Sunday, November 9, 2014

Sermon: Forsaking All Others

Joshua 24:1-3a, 14-25
Forsaking All Others
James Sledge                                                                                       November 9, 2014

Choose this day whom you will serve… but as for me and my household, we will serve the Lord, (Yahweh). So says Joshua in one of those signature lines from the Bible. Of course there are other options. Joshua even mentions a few: the gods their ancestors served back in Egypt or in the wilderness, or perhaps the gods of the people in the land where they now live.
Bob Dylan once put is slightly differently in song called “Gotta Serve Somebody.
You’re gonna have to serve somebody, yes indeed
You’re gonna have to serve somebody
Well, it may be the devil or it may be the Lord
But you’re gonna have to serve somebody
Choose this day whom you will serve is part of something called a covenant renewal ceremony. God had made a covenant with the people of Israel, and Joshua takes them through its history and what that means. Then, in something akin to the renewal of marriage vows, the people once more state their loyalty and fidelity to the God known as Yahweh, to God and God alone. In fact, they could well have used a line from the old, traditional wedding liturgy, “And forsaking all others, be faithful only to you…"
We have a covenant renewal ceremony in our worship today. We have one any time someone joins the church or is baptized, and it has its versions of Choose this day whom you will serve, put away the foreign gods that are among you, and “forsaking all others.”
Trusting in the gracious mercy of God, do you turn from the ways of sin and renounce evil and its power in the world?
Do you turn to Jesus Christ and accept him as your Lord and Savior, trusting in his grace and love?
Will you be Christ’s faithful disciple, obeying his Word and showing his love?
Choose this day whom you will serve. Forsaking all others, be faithful only to Christ. Put away the foreign gods that are among you. Of course that last one doesn’t really connect with us. Foreign gods, the god our ancestors served beyond the river or back in Egypt. What does any of that have to do with us and our lives?

We do not live in a world inhabited by a myriad of gods. As a general rule, we are not prone to grabbing an idol and making an offering to a weather god when we plant a garden or a fertility god when we’re trying to have children or a god of healing when we are ill. We may pray to God about all these things, but most of us have a very short list of gods from which to choose.
But if we are not tempted by a great cloud of deities, each luring us with his or her own goodies and promises, we nonetheless seem no better than the ancient Israelites at keeping covenant with Yahweh. We find all manner of other things to give ourselves to, occupy our time and attention, and to serve. We may not call them gods, but there is much that keeps us from living with Jesus as Lord, obeying his teachings, and being his faithful disciples
For that matter, we’re not always all that faithful in our other covenants. The divorce rate in our day makes that painfully obvious, but married couples can break covenant without divorcing or even having an affair. They can give their attentions and energies and dedication to other things and activities and people. Couples can and do remain in marriages where there is only a shell of the relationship they once  pledged themselves to so sincerely.
Turns out that covenant relationships require a fair amount of work. When the marriage vows are said, the work is just beginning, work that requires each to willingly extend grace and forgiveness, that requires a willingness to put the other’s needs ahead of one’s own. Successful marriages figure this out to some degree, but I’m not sure we always recognize this in our covenant relationship with God. God can seem so remote at times that it is easy to drift away, to forget the covenant made at baptism, to forget the faith awakening we once had that made us want to follow Jesus in the first place.
We’re in good company. The people of Israel forgot all down through their history. The call to put away their foreign gods, to set aside those things that come between them and Yahweh, echoes over and over in Israel’s story. In the New Testament, that call becomes, “Repent,” with much the same meaning. It is a call to turn, to put aside the things that draw us away from God and God’s ways, to forsake all others and re-embrace our covenant relationship with God, that covenant that we rehearse once more today.
And fortunately, God’s desire for loving relationship with us is even greater than our tendency to go our own way and break covenant. Despite the foolishness we often display, despite all those things we give ourselves to thinking they will make us more alive, God keeps seeking us. The cross is the supreme example, the remarkable and costly embodiment of just how far God goes to woo us back.
And so, in the certainty that nothing can separate us from the love of God in Christ Jesus our Lord, we come once more to remember and renew the covenant. We renew our vows and, forsaking all others, we begin once more.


**Problem description:**
Although the records include pictures, print only the rest, exactly as written.

-- Available records follows --

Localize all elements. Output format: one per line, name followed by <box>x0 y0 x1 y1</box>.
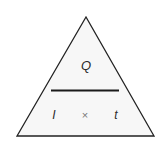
bottom-right-variable: t <box>114 109 117 121</box>
multiply-operator: × <box>82 110 88 121</box>
bottom-left-variable: I <box>52 109 55 121</box>
triangle-shape <box>0 0 165 147</box>
top-variable: Q <box>81 59 91 72</box>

-- Available records concluded --

**Solved problem:**
Localize all elements. Output format: one per line, name followed by <box>x0 y0 x1 y1</box>.
bottom-right-variable: t <box>114 109 117 121</box>
multiply-operator: × <box>82 110 88 121</box>
bottom-left-variable: I <box>52 109 55 121</box>
triangle-shape <box>0 0 165 147</box>
top-variable: Q <box>81 59 91 72</box>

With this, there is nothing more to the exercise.